Art

wet gems you’d strain to see | Jennifer Juneau

Moon Song


Jennifer Juneau


night blooms, pitchy. if there is a voice out there chanting pithy vespers to tranquilize
evening’s pixilated mane, clearing its throat to recite, call it by my name.

center my pose under your loaf, dun moon—mother goddess you—like sparkling fruit
a vine-ripe bulb of muscadine. i’ll shine like a marbled goblet of wine: plump & plum
            a still, still life

but never, never dumb in your full-bodied light. o, mother, mother moon
with your glinting skin
materialize out of flotage & brume, unveil the slack masterpiece that i am
            minus your gloss.

feed me!  am i noth-
ing to you?  goddess, you are my life
& i, the gilded progeny
            am an overwrought structure, carved by nature, curved
& nurtured
            a stilted fixture, whim of your stature, i am indebted
to you, would fall to bed—
would wed—would marry you! dazzle me like juliet beseeching

a wary but better-for-it romeo, don’t take me slow, make me soon, my huntress,
            fortuitous moon

bend here, not there, here. render me splendid—but never a fool—here,
nearer
near
night blooms, pitchy Digital landscape from photos ©2017 Michael Dickel

night blooms, pitchy
Digital landscape from photos
©2017 Michael Dickel


Driving it Home and Keeping it There


Jennifer Juneau


My straitlaced drift fazed you & erased the mark
I had intended. You scoffed at the love song I wrote.
I stood watch: a watch, all boots & a coat
as you left our hotel room unlit & left me in the dark.

If I bottlerocket lines you’d never split
but stay in spite of order or size of font.
For me to be unique all that I want
is a start. An illusionist & fit

I’d pen wet gems you’d strain to see
I’d let love letters rest upon a shelf
disguised as art. Pursuit—does it belie a needful self?
Or does courtship flatter the ego, what does it achieve?

On second thought stay free.
Love scares me.
& erased the mark I had intended Digital landscape from photos ©2017 Michael Dickel

& erased the mark
I had intended
Digital landscape from photos
©2017 Michael Dickel


Vanishing Act


Jennifer Juneau


The morning I lost you in Vörösmarty square
I was searching for a pharmacy. Little
did I know you were blending in somewhere
among the musicians and the mimics.
Little did you know I had woken with a flare-
up of morning sickness.
You weren’t the type to sport a wedding band
(although I didn’t need a husband).

I found you hidden under a New York Yankees cap.
You took my hand to walk the promenade.
Instead I headed back to our room to take a nap
and make use of the purchase I had made.

As I slept the expecting woman turned the white stick blue.
My inert body’s soul was comprised of two.
The morning I lost you in Vörösmarty square Digital landscape from photos ©2017 Michael Dickel

The morning I lost you in Vörösmarty square
Digital landscape from photos
©2017 Michael Dickel


Jennifer Juneau Parkside Lounge New York, NY

Jennifer Juneau
Parkside Lounge
New York, NY

Jennifer Juneau is the author of the poetry collection More Than Moon, due out in 2018 from Is a Rose Press. Her work has been nominated for the Pushcart Prize for Fiction, the Million Writers Award, a Sundress Best of the Net Award, and has been published in magazines such as the American Poetry Journal, Cincinnati Review, Columbia Journal, DiaphanousEvergreen Review, Pank, Seattle Review, Verse Daily, and elsewhere. She lives in NYC where she is active in poetry and prose readings in Brooklyn and on the Lower East Side.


### Directions for this task
When the string "computation" occurs in a line of the listing below, return that line.

### Data supplied
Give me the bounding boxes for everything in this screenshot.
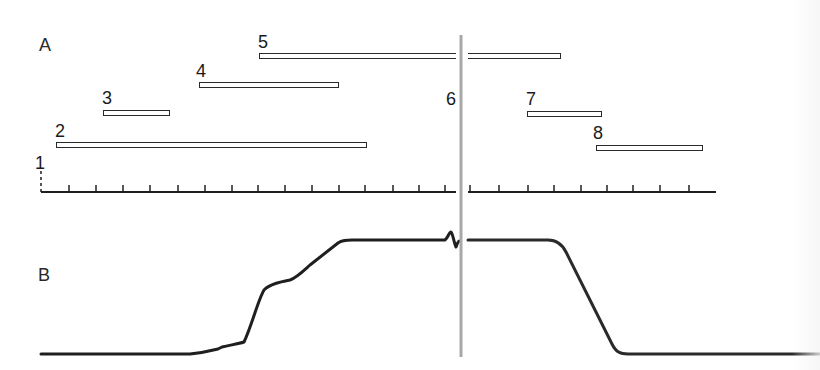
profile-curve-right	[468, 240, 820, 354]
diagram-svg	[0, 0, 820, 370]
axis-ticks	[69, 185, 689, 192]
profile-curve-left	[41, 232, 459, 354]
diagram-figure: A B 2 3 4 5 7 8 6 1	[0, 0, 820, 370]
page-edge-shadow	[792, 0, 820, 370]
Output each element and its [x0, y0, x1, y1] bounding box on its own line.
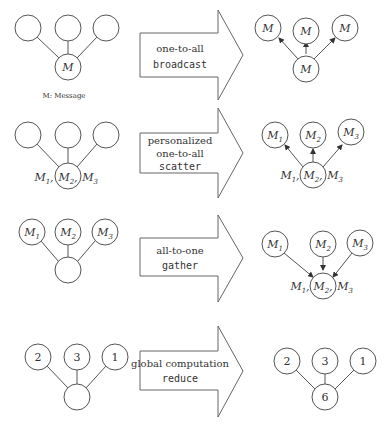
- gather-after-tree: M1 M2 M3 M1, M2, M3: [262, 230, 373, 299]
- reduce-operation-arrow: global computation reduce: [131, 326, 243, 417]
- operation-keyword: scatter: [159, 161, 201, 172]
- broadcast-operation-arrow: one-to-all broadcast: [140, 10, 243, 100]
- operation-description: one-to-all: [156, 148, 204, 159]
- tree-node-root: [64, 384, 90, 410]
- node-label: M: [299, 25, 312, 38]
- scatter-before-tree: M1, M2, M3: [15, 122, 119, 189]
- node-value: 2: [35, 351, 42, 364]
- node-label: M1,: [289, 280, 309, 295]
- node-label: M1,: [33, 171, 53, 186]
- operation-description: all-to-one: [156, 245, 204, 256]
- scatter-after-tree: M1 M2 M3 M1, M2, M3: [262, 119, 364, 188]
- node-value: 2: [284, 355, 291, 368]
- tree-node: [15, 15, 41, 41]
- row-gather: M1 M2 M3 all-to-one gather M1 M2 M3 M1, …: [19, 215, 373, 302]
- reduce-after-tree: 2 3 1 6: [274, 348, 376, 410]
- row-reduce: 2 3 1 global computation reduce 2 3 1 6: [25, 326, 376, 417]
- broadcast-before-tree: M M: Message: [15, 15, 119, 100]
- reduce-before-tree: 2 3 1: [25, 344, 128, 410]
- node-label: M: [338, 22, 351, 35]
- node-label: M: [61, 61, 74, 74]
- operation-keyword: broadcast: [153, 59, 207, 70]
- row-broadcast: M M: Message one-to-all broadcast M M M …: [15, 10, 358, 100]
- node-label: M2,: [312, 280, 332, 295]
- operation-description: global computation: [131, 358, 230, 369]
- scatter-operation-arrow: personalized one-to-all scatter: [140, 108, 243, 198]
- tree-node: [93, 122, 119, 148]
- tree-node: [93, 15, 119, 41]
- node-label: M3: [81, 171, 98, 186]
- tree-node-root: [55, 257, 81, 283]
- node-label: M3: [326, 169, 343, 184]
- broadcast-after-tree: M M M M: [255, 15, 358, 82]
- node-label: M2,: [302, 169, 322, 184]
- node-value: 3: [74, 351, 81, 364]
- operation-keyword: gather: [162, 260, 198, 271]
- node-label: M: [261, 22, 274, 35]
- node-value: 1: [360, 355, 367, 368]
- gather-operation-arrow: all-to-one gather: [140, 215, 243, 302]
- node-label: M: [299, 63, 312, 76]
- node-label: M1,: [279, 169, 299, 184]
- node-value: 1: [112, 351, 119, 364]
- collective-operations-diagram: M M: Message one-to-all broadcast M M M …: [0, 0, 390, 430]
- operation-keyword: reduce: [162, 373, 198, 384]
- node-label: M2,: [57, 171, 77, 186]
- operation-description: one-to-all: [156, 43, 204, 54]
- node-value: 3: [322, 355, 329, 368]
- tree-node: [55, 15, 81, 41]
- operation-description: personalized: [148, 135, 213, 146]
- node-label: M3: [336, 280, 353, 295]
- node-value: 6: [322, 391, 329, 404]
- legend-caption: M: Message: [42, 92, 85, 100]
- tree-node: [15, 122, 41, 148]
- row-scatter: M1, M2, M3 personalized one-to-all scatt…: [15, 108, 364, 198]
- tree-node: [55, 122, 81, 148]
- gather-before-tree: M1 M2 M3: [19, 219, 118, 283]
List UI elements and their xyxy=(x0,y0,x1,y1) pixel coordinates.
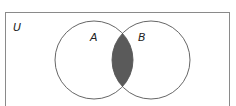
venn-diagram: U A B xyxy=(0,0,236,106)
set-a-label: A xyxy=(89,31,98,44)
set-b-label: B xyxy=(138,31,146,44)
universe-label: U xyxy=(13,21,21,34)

...

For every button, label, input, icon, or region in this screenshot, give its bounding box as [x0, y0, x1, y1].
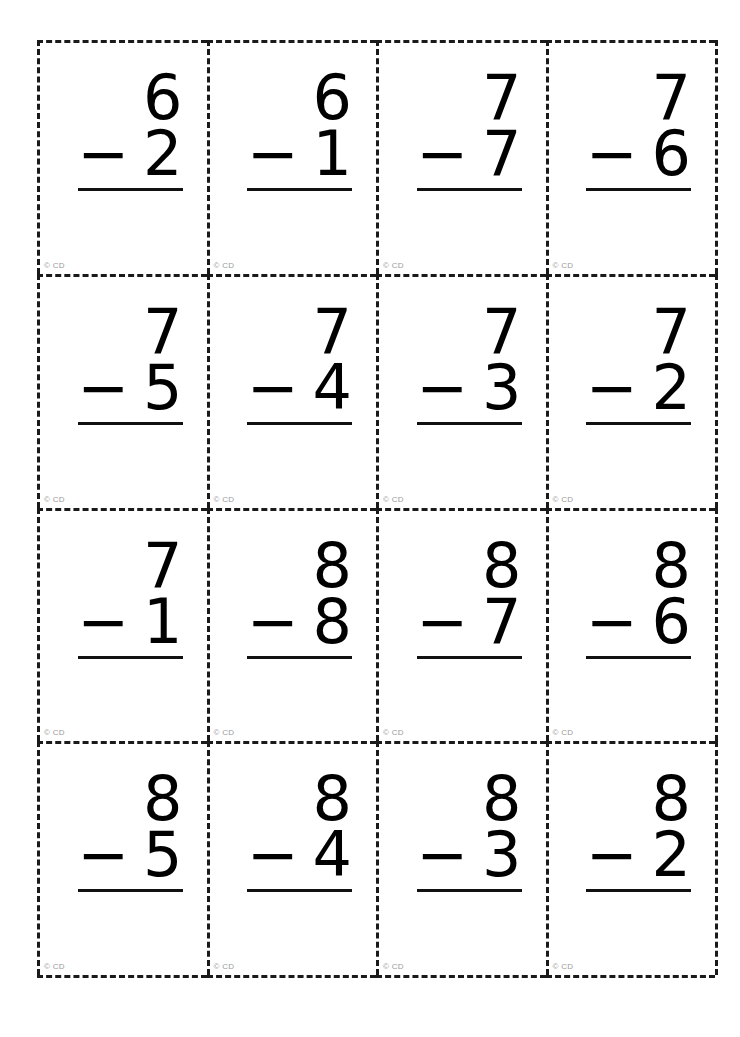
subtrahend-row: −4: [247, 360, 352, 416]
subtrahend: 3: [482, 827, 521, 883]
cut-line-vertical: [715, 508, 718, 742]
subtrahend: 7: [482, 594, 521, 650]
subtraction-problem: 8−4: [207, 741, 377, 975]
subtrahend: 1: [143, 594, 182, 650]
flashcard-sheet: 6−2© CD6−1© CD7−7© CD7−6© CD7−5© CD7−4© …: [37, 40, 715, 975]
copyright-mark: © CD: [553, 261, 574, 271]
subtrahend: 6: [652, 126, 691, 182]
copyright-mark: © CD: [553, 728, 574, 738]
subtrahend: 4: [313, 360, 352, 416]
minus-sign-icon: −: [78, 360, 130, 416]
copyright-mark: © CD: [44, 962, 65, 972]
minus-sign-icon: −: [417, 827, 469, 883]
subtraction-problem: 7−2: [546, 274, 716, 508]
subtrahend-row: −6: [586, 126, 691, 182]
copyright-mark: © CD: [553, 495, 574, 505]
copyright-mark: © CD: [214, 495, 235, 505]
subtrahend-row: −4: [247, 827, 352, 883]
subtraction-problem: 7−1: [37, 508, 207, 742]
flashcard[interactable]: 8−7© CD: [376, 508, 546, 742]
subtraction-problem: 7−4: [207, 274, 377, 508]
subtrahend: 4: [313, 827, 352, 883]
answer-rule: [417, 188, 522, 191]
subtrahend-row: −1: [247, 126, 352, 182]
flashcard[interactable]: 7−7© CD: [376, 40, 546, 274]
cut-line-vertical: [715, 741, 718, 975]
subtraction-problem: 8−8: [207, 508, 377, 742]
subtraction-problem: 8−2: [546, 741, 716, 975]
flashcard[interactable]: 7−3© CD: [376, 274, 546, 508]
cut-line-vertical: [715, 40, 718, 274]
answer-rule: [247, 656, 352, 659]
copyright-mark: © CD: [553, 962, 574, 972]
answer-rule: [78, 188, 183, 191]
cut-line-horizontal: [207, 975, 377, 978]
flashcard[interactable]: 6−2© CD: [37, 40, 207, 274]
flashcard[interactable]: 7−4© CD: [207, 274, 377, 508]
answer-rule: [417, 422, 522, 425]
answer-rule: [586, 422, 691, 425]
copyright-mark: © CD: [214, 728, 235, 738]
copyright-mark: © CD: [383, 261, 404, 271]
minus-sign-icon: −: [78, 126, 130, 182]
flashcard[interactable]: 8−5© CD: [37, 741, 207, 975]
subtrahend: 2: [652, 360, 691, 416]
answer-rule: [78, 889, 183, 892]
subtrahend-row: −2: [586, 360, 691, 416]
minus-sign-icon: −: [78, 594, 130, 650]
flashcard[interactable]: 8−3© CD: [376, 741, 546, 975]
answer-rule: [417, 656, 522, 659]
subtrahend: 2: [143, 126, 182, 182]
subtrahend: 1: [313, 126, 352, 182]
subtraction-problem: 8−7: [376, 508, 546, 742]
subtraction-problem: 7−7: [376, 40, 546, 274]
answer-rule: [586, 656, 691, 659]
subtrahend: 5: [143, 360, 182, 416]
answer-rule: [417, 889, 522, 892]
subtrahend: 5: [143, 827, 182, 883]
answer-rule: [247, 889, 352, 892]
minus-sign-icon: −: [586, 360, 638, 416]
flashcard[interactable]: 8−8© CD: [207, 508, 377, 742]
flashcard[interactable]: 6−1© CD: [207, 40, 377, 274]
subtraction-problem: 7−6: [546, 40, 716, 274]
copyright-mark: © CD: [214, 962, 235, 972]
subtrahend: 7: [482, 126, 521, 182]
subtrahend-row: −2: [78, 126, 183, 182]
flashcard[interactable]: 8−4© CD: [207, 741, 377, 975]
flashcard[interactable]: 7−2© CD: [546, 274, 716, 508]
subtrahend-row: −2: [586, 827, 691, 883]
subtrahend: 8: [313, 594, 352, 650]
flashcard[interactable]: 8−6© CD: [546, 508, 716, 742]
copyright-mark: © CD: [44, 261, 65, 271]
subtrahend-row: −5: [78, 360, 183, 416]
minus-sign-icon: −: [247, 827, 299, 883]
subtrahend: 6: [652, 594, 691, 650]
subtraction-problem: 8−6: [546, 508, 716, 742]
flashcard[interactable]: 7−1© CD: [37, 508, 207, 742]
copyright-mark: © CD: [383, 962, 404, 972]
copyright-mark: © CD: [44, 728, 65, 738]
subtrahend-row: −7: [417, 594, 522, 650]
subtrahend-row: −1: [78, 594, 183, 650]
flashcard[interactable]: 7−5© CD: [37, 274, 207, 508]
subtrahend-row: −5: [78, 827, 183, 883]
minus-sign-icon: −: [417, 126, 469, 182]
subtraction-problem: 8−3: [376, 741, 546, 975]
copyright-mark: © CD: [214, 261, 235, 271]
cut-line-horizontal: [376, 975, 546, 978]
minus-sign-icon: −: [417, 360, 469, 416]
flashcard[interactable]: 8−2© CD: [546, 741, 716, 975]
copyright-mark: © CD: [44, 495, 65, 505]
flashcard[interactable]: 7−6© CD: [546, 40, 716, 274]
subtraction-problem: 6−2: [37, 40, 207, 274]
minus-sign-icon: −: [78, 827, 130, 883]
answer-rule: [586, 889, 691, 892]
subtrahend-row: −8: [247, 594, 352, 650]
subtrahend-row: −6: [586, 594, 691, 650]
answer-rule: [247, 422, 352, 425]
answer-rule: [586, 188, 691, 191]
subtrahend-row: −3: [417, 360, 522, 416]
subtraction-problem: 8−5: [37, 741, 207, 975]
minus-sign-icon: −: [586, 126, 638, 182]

---

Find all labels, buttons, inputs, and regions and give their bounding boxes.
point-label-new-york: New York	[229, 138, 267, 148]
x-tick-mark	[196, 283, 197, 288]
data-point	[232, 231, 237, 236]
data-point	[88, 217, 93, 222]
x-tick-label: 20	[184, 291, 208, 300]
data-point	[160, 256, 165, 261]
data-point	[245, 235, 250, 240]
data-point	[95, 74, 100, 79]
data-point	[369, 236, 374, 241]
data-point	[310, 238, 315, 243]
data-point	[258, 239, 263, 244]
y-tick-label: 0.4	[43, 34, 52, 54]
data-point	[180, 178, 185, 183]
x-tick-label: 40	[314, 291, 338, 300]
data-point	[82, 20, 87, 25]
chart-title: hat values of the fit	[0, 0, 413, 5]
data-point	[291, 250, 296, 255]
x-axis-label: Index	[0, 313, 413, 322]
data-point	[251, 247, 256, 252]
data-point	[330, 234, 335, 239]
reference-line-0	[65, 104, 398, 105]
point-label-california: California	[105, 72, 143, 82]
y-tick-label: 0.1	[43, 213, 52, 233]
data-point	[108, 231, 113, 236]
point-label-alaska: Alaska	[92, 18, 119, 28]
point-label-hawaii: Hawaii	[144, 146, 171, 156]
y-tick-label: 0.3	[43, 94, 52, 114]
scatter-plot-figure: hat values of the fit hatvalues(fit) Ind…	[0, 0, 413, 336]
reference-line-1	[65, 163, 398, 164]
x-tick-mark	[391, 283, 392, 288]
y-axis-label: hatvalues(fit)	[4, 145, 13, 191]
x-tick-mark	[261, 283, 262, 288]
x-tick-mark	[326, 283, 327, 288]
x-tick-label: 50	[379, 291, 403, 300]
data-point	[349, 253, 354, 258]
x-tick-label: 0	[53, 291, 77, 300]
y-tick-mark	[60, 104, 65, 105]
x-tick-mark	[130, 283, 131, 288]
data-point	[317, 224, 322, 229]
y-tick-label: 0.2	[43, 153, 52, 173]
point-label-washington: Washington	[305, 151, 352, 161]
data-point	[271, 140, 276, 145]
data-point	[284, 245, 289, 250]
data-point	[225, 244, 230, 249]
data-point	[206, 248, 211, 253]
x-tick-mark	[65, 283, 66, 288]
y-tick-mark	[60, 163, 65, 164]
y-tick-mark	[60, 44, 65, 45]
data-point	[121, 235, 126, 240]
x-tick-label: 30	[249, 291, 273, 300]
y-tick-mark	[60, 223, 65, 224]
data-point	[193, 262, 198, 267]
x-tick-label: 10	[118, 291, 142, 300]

### Written response
- reduce-operation-arrow: global computation reduce: [131, 326, 243, 417]
- row-reduce: 2 3 1 global computation reduce 2 3 1 6: [25, 326, 376, 417]
- operation-description: global computation: [131, 358, 230, 369]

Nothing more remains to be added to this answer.